Cuautla
"I stood on the street in Anenecuilco where Zapata was born, in 30-degree heat, and then drove to the thermal pools and floated there until evening. Some days organize themselves."
The road into Cuautla drops out of the cool Morelos highlands into something warmer and more tropical, and after the pine-scented air of the higher elevations the heat lands on you like a physical thing. Cuautla sits at around 1,300 meters — lower than Mexico City, lower than Cuernavaca — and the climate is the honest lowland climate of central Mexico: warm all year, hot in spring, surrounded by sugarcane fields that stretch along the valley floor between the remnants of colonial-era haciendas.
I came on a Wednesday morning to visit the Zapata museum and ended up staying until nearly dark.
Anenecuilco: Where Zapata Was Born
The village of Anenecuilco is five kilometers from the center of Cuautla, down a road that passes through the cane fields and then through what feels like a normal small village until you see the sign. Emiliano Zapata was born here in 1879. The Museo Casa de Zapata is a small, serious museum in a restored building that takes the story with the gravity it deserves.
I say it hits harder than it has any right to, but what I mean is that I went expecting the usual commemorative-museum experience — hagiographic photographs, educational panels, the occasional glass case — and found something more honest. The museum explains the agrarian grievances that produced Zapata without sanitizing either the violence of the revolution or the incompleteness of its results. The land reform question that he died fighting for was not, the museum makes clear, resolved by the revolution. It continues.
What struck me most was the scale of the house. This was not a wealthy family. The room where he was born is small and the reconstruction is modest: a few pieces of period furniture, whitewashed walls, a dirt floor.
After the museum I drove back through the village slowly and parked and walked the main street for twenty minutes. There is nothing to see, strictly speaking. A tianguis was setting up. Children were coming out of school. The sugar mill on the edge of town was doing something loud. I had just read about where Zapata was born and this was where it happened and standing in an ordinary street sometimes tells you things that a museum cannot.

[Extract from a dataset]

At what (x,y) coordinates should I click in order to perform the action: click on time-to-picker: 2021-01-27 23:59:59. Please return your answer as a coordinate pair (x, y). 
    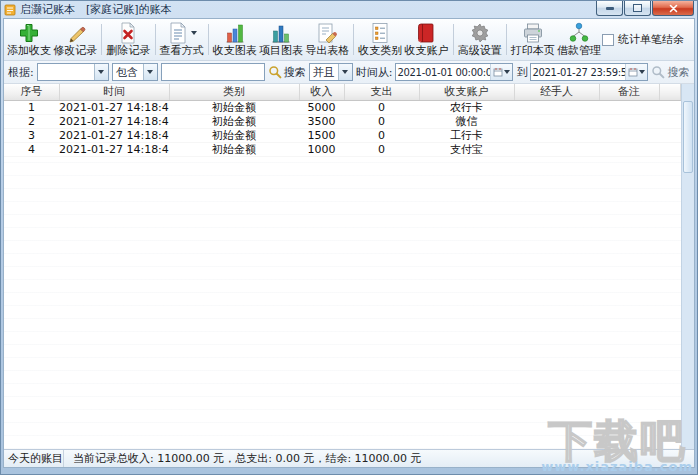
    Looking at the image, I should click on (589, 72).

Agua Hedionda: The Stinking Water
The name is accurate. Agua Hedionda — literally “stinking water” — is a complex of sulfurous thermal springs on the edge of Cuautla that have been drawing visitors since at least the colonial period. The water is warm and mineral-rich and smells distinctly of sulfur, which is not an argument against it. The French have sulfurous thermal stations too — Vichy, Évian, the Pyrenean spas — and we have always believed, correctly I think, that water that smells unusual is usually doing something worthwhile.
I arrived at Agua Hedionda on a Wednesday afternoon expecting it to be calm. Wednesdays in Mexico are often the calmest days for places like this. I was moderately wrong: there were several dozen families in the largest pool, children shrieking, teenagers conducting the kind of complicated social operations that teenagers conduct near water. It was cheerful and slightly chaotic and I found a less occupied pool toward the back and got in.
The water is pale and milky from the minerals. I lay on my back and looked at the sky and thought about nothing much for a long time. The hacienda buildings on the edge of the complex — former sugar hacienda infrastructure, now incorporated into the resort — cast long shadows across the grass. After Anenecuilco in the heat of the morning, floating horizontally in warm water felt like an entirely reasonable response to Mexican history.
The Valley and the Haciendas
The sugarcane haciendas of the Morelos valley are mostly ruins now, or partial ruins, or converted into other uses. Some have been restored as hotels. Some are just there — facades standing beside roads, arcades crumbling into the cane fields, the occasional chimney of a former trapiche (sugar mill) pointing at nothing.
Driving around the valley outside Cuautla in the late afternoon, I passed three or four of these without planning to. The light on them was the late-afternoon gold that the Mexican highlands do so well, long shadows and warm walls. One of them had cattle grazing through what had been the main courtyard. Another had been converted into a school, children coming out the main gate into the road.
The revolution that Zapata helped start in 1910 was, among other things, a revolution against exactly these haciendas — against the system by which enormous estates had absorbed the communal lands of indigenous villages over the preceding centuries. Standing next to the ruins of one and having just come from his museum, I found the connection between landscape and history unusually tangible. Morelos is like that. The land here remembers things.